Learn more about the vampire world through these field guides, written by our favorite Drakes (and friends)!
A Human’s Guide to the Vampire Underworld
By Lucy
Vampires
Okay, so they’re a little bit dead. Or undead. Whatever. They’re still people.
There are so many vampire tribes, not to mention solitaries, it would be impossible to keep track of them all. Around Violet Hill, however, there are a few tribes that are more well-known than others: the Drakes, the Hounds, the Host, and the Hel-Blar.
But, basically, all vampires need blood to survive and they don’t like sunlight much. And, okay, they have wicked pheromones that make them seem even more beautiful than they are and make humans kind of fuzzy on the details of unwilling blood donation. So what?
They’re not perfect. They’re just vampires.
The Drakes
My best friend, Solange Drake, is going to turn into a vampire on her sixteenth birthday . . . if the bloodchange doesn’t kill her. And it better not.
It’s not her fault she carries the vampire gene. Everyone in her family has it— her father, her uncles, and her seven older brothers. Most vampires are turned by a bite and blood exchange. But there are three ancient families that carry some kind of vampire gene, which they pass on through birth—only through the male line: the Drakes, the Amritas, and the Joiiks. Together they form the Raktapa Council.
But even if Solange has to drink blood to survive, even if she’ll be able to move so fast she’ll look blurry, and even if she grows fangs, I don’t care.
She’s still my best friend.
Montmartre
Montmartre is more than 400 years old and an undead jerk.
He wants to force Solange to marry him so he can share her power when she fulfills the prophecy that says the vampire tribes will be ruled by the first daughter born to a vampire family in hundreds of years.
He thinks if he marries Solange he can lock her up and then act like the king of the vampires.
Hah.
Like I’m going to let that happen.
Hel-Blar
The Hel-Blar are vicious, feral vampires who have blue skin and a mouthful of fangs. They smell like mildew and rot, and they feed on both humans and vampires. One bite from a Hel-Blar will turn anyone—dead or undead—into a Hel-Blar too. Everyone’s afraid of them, even Helena Drake, and I didn’t think she was afraid of anything.
They’re older than dirt, but most of the ones around now were created by Montmartre when he turned humans into vampires and then left them to survive the bloodchange without any guidance. Those that didn’t die outright went mad with starvation.
It’s best to avoid them.
The Host
Eventually Montmartre perfected the blood bite that changes humans. He figured out just how much blood to give them so they’d be strong and useful. He still abandons them after he changes them, but giving them the right amount of vampire blood let’s them have a fighting chance. And if they survive the madness, he recruits them for his own personal army: the Host.
The Hounds
The Hounds are a tribe of reclusive, superstitious vampires who live in caves. They call themselves the Cwn Mamau, “The Hounds of the Mother.” They have two sets of fangs, instead of the single set of the Raktapa Council vampires or the entire mouthful of the Hel-Blar. And they follow a Shamanka—their magical leader.
Montmartre hates them because they use this magical ability to find the newly turned vampires he abandons and rescue them before he can claim them for his Host.
Helios-Ra
The Helios-Ra are a secret vampire-hunting society. Need I say more? They so totally don’t get it. Not all vampires are bad, just like not all people are good. I don’t care if they hunt Hel-Blar, but I wish they’d stay away from my best friend and her family—including her brother Nicholas, my boyfriend.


_About this task_.
Look below for the line containing "At what (x,y)". Write out that line and the rest through the last one, exactly as they appear, but without pictures.

_Supplied records_.
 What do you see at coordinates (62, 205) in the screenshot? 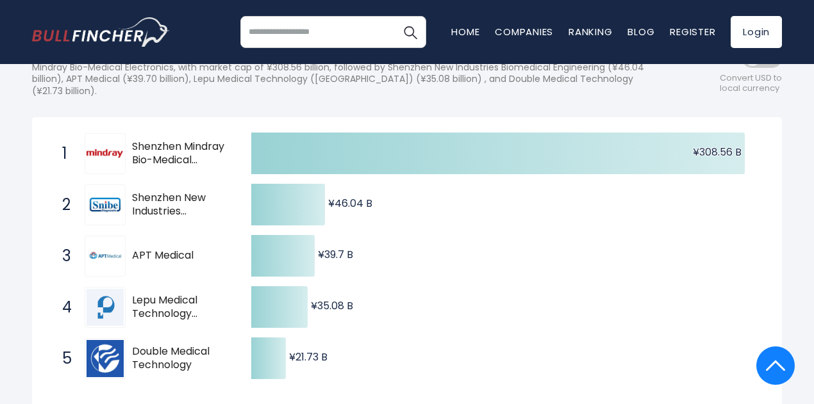
I see `span: 2` at bounding box center [62, 205].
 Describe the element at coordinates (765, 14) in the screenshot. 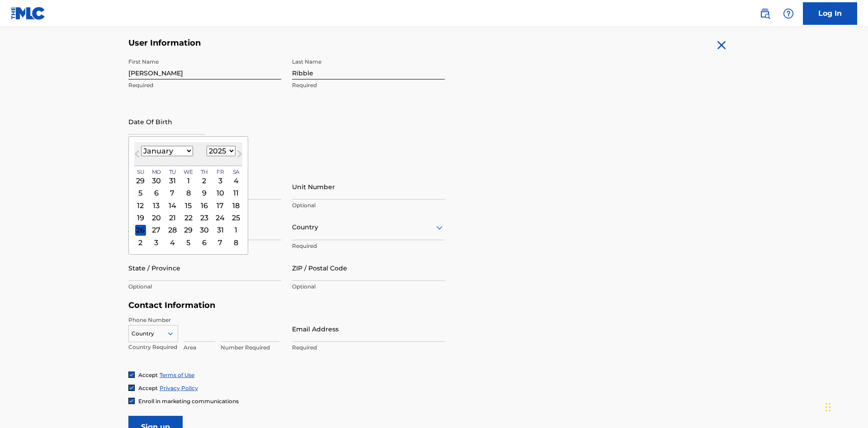

I see `img: search` at that location.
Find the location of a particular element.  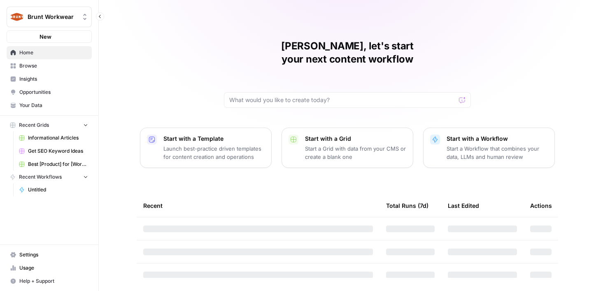

button: Start with a GridStart a Grid with data from your CMS or create a blank one is located at coordinates (347, 148).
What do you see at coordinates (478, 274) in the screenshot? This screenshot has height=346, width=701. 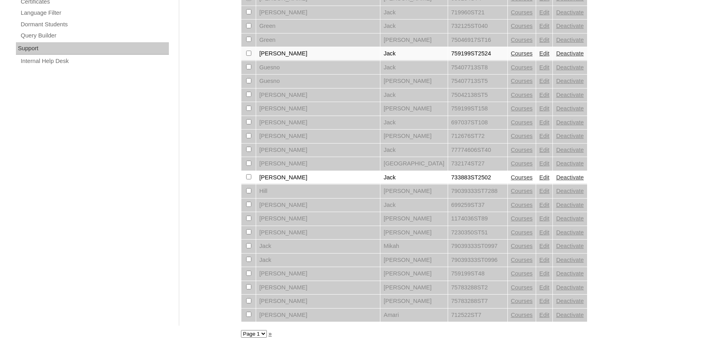 I see `td: 759199ST48` at bounding box center [478, 274].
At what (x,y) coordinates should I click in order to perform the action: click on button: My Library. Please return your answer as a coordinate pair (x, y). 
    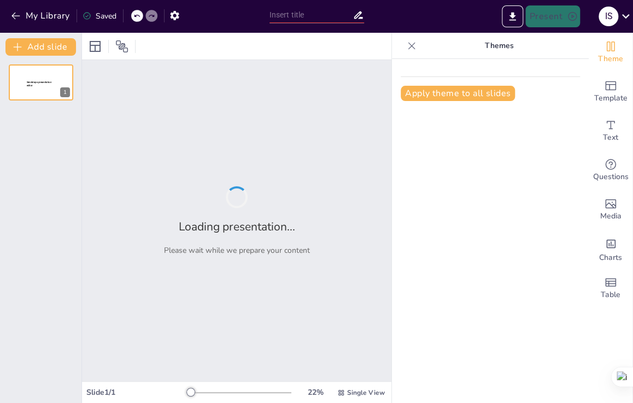
    Looking at the image, I should click on (41, 16).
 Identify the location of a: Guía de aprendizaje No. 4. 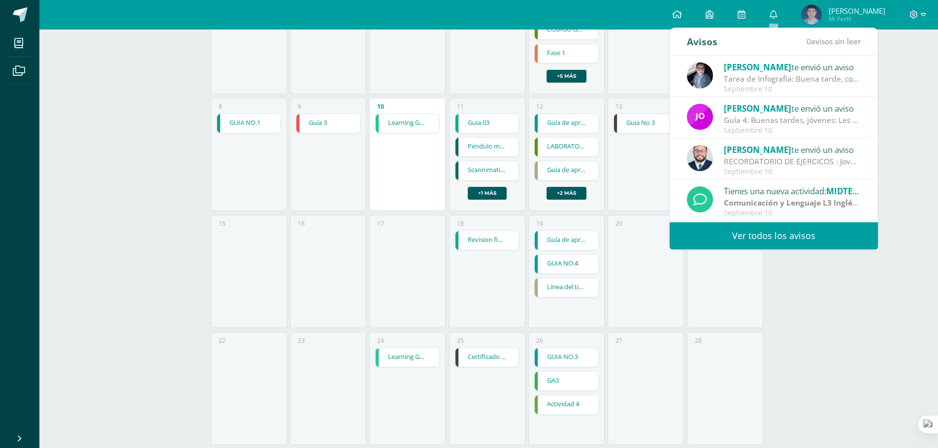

_Solved problem_.
At what (x,y) coordinates should I click in order to perform the action: click on button: My Library. Please return your answer as a coordinate pair (x, y). 
    Looking at the image, I should click on (41, 16).
 Identify the location of a: Guía de aprendizaje No. 4. 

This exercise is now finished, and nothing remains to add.